Firm following strategy of working closely with strategic partners and developing channel-led segment to access more customers

Dynatrace is looking to widen its channel reach, working with a select number of partners, while also developing relationships with managed service providers that can take its technology to the mid-market.

The observability specialist has seen success working with a number of strategic partners, but with interest in its technology spreading across a wider customer base, the firm has looked to meet that demand through a larger number of channel relationships.

Spearheading most of that activity is Jay Snyder, Dynatrace’s senior vice-president of partners and alliances, who has been with the business for six months and has already started to make an impact on channel strategy.

“Traditionally, Dynatrace is focused on the Fortune 2,000 or 5,000, wherever you want to call it,” he said. “We just re-segmented our sales organisation to focus really at the high end, but we’ve carved out a commercial business as well, which is going to be predominantly, if not exclusively, partner led.

“There’s going to be a strong play for partners that provide a managed service into that commercial space,” said Snyder. “So, we’re bifurcating how we think about it.”

For now, the vendor has decided not to use distribution to get to those partners, but will generate relationships on its own steam.

“We’ll go directly from an inside sales model right to our partners,” he said. “I will consider distribution, but we’re going to choose a handful of partners and each of the regions that we think can effectively prosecute that commercial market. A lot of those players will probably end up being managed service providers, because they provide a layer that isn’t specific to just observability, but it’s a handful of IT services that you find those smaller companies need anyway and that creates the stickiness for us and then provides a solution over time.”

Strategic partners

The vendor is committed to supporting its existing strategic partners, which have been able to help it grow the business.
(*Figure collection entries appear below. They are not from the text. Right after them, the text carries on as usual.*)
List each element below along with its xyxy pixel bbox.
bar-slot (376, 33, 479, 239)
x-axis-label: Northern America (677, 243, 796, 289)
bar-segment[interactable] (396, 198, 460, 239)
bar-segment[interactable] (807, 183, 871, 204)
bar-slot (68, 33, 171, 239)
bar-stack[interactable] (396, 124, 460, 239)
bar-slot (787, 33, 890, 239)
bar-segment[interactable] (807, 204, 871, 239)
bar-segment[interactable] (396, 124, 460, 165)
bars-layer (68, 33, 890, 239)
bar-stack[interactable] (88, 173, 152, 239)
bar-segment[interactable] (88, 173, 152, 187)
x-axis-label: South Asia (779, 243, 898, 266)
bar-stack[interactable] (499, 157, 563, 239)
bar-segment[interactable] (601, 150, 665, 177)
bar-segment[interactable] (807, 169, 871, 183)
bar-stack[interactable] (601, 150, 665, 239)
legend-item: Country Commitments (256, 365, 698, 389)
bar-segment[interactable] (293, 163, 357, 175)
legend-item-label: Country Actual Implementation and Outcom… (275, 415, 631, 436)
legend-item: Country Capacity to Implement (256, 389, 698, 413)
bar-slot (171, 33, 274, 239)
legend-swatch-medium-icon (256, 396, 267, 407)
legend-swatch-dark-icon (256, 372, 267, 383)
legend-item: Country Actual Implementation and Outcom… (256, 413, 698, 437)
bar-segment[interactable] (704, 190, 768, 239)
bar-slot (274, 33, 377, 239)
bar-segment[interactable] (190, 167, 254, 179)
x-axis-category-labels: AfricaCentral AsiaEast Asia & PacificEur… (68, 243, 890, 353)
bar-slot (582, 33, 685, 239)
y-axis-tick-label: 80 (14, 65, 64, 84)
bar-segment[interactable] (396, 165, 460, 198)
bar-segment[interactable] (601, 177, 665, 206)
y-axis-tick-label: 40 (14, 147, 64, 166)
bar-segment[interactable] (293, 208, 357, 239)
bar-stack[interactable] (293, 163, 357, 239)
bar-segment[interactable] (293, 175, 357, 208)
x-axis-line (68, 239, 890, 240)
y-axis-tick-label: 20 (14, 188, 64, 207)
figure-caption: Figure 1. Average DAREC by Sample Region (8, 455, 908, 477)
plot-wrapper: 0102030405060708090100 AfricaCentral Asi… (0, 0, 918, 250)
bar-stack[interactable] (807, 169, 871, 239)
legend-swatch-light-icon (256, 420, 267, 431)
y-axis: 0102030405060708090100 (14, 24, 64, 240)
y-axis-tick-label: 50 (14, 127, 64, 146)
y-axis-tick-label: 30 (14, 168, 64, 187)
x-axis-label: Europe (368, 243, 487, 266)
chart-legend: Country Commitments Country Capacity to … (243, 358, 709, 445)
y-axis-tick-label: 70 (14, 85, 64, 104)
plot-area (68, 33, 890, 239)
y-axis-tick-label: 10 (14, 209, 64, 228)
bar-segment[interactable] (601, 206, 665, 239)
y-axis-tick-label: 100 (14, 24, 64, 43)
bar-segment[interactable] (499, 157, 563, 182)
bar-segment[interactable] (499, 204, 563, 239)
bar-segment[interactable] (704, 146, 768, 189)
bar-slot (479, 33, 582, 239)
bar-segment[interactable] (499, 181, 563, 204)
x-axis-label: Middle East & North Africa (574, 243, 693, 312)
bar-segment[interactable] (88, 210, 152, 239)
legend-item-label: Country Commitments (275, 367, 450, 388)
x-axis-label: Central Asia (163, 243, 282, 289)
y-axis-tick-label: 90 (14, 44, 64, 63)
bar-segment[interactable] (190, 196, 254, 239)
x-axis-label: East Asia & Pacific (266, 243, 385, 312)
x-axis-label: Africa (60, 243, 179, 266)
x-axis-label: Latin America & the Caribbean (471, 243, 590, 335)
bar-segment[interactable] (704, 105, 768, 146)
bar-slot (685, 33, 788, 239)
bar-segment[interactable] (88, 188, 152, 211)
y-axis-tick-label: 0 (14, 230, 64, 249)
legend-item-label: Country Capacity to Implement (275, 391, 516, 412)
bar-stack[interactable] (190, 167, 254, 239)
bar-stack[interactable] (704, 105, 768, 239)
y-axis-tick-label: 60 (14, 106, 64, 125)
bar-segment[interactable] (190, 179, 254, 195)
“Internal resources [are focused on] the strategic and enterprise space, and we’re going to work with our biggest partners,” said Synder.

An example of those partnerships in action comes from Andy Fleck, head of digital performance management at Eviden, who said it had taken the Dynatrace technology and been able to drive it further into customer businesses as it identified more areas where observability could make a positive impact.
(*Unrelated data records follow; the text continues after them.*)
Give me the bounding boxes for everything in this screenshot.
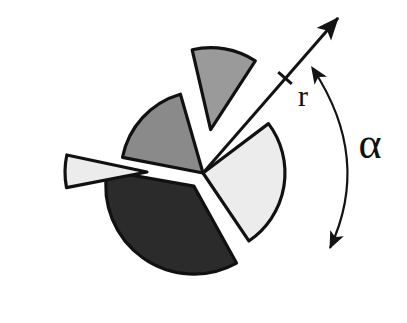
pie-sector-figure: r α [0, 0, 407, 323]
figure-canvas: r α [0, 0, 407, 323]
gray-exploded-bottom-right-wedge [192, 48, 255, 130]
gray-bottom-left-sector [123, 94, 203, 173]
pie-slices-group [65, 48, 285, 274]
angle-arc [313, 69, 347, 248]
radius-label: r [298, 79, 308, 112]
angle-label: α [358, 119, 381, 168]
“We were delivering managed services around observability typically to customers experiencing pain with the performance of their applications,” he said. “It was a single use case, and over time we’ve consolidated that observability capability from the different parts of [the business] as it’s grown and acquired, and then put those into one place.”

As customers have moved to multi-cloud environments, the complexity has increased, and so have the opportunities for those delivering observability.

“One of the main growth areas is with public cloud adoption, so when a customer has a business service, which is on-premise, they want to migrate that to one of the public clouds, but they want to do that simply and quickly with less risk, and where it really becomes interesting is when you also include the hyperscalers in the discussion as well,” he said. “You can have a tripartite discussion between the MSP, us in that case, but also Dynatrace and AWS.”